Five months since Eli Lilly and Co.’s $2.4 billion buyout of Dice Therapeutics Inc. and its Delscape platform for oral small-molecule inhibitors of protein-protein interactions, Lilly rolled the dice again for novel PPI targets by partnering with Japanese biotech Prism Biolab Co. Ltd.
Five months since Eli Lilly and Co.’s $2.4 billion buyout of Dice Therapeutics Inc. and its Delscape platform for oral small-molecule inhibitors of protein-protein interactions, Lilly rolled the dice again for novel PPI targets by partnering with Japanese biotech Prism Biolab Co. Ltd.
In a deal worth $2.4 billion in cash, Eli Lilly and Co. agreed to acquire Dice Therapeutics Inc., gaining a franchise of oral IL-17 inhibitors for chronic autoimmune diseases.
Positive phase I data from Dice Therapeutics Inc. with DC-806 in psoriasis sent shares (NASDAQ:DICE) on a wild ride, closing at $40, up $15.35, or 62%, on Oct. 11, 2022, and bolstered the case for oral drugs in psoriasis – an increasingly busy indication where discouraged patients often find themselves switching between therapies.
As the PDUFA date looms for Bristol Myers Squibb Co. with its candidate, deucravacitinib, for psoriasis, others – notably Dice Therapeutics Inc. – strive for new solutions to the skin disease, which has remained problematic for many patients despite approvals of multiple drugs in various classes.
The market’s appetite for immunology candidates in chronic disease – in particular an oral interleukin-17 (IL-17) therapy for psoriasis – was proved by the upsized IPO pulled off by Dice Therapeutics Inc., and Tyra Biosciences Inc. benefited from the ongoing appetite in precision oncology in another, bigger-than-expected debut. Preclinical-stage Pasithea Therapeutics Inc. went public as well, albeit less spectacularly.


## EXERCISE REQUIREMENTS:
Carry over every entry exactly as written, though not the pictures it contains.

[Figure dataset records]
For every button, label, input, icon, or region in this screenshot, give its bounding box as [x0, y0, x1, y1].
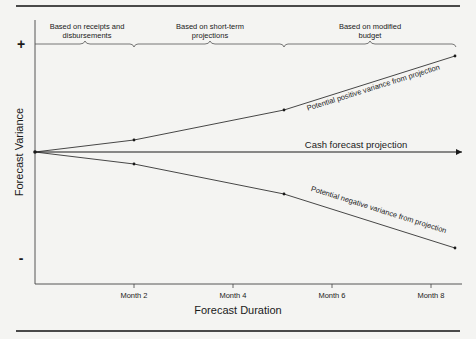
x-tick-label-month-6: Month 6	[318, 291, 345, 300]
phase-1-label-line2: disbursements	[63, 31, 112, 40]
y-positive-marker: +	[17, 36, 25, 52]
phase-1-label-line1: Based on receipts and	[50, 22, 125, 31]
phase-3-label-line2: budget	[359, 31, 383, 40]
cash-forecast-label: Cash forecast projection	[305, 139, 407, 150]
x-tick-label-month-2: Month 2	[120, 291, 147, 300]
x-tick-label-month-4: Month 4	[219, 291, 246, 300]
x-tick-label-month-8: Month 8	[417, 291, 444, 300]
phase-2-label-line1: Based on short-term	[176, 22, 244, 31]
phase-2-label-line2: projections	[192, 31, 229, 40]
phase-3-label-line1: Based on modified	[339, 22, 401, 31]
x-ticks	[134, 284, 431, 288]
positive-variance-label: Potential positive variance from project…	[306, 62, 441, 112]
negative-variance-points	[133, 163, 457, 250]
y-axis-label: Forecast Variance	[13, 108, 25, 196]
negative-variance-line	[35, 152, 455, 248]
forecast-variance-diagram: Month 2 Month 4 Month 6 Month 8 Forecast…	[0, 0, 476, 339]
negative-variance-label: Potential negative variance from project…	[310, 184, 448, 235]
phase-braces	[35, 41, 456, 47]
y-negative-marker: -	[19, 250, 24, 266]
positive-variance-line	[35, 56, 455, 152]
x-axis-label: Forecast Duration	[194, 304, 281, 316]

## SOLUTION TO THE EXERCISE:
For every button, label, input, icon, or region in this screenshot, give its bounding box as [x0, y0, x1, y1].
x-tick-label-month-6: Month 6	[318, 291, 345, 300]
phase-1-label-line2: disbursements	[63, 31, 112, 40]
y-positive-marker: +	[17, 36, 25, 52]
phase-1-label-line1: Based on receipts and	[50, 22, 125, 31]
phase-3-label-line2: budget	[359, 31, 383, 40]
cash-forecast-label: Cash forecast projection	[305, 139, 407, 150]
x-tick-label-month-2: Month 2	[120, 291, 147, 300]
x-tick-label-month-4: Month 4	[219, 291, 246, 300]
x-tick-label-month-8: Month 8	[417, 291, 444, 300]
phase-2-label-line1: Based on short-term	[176, 22, 244, 31]
phase-2-label-line2: projections	[192, 31, 229, 40]
phase-3-label-line1: Based on modified	[339, 22, 401, 31]
x-ticks	[134, 284, 431, 288]
positive-variance-label: Potential positive variance from project…	[306, 62, 441, 112]
negative-variance-points	[133, 163, 457, 250]
y-axis-label: Forecast Variance	[13, 108, 25, 196]
negative-variance-line	[35, 152, 455, 248]
forecast-variance-diagram: Month 2 Month 4 Month 6 Month 8 Forecast…	[0, 0, 476, 339]
negative-variance-label: Potential negative variance from project…	[310, 184, 448, 235]
phase-braces	[35, 41, 456, 47]
y-negative-marker: -	[19, 250, 24, 266]
positive-variance-line	[35, 56, 455, 152]
x-axis-label: Forecast Duration	[194, 304, 281, 316]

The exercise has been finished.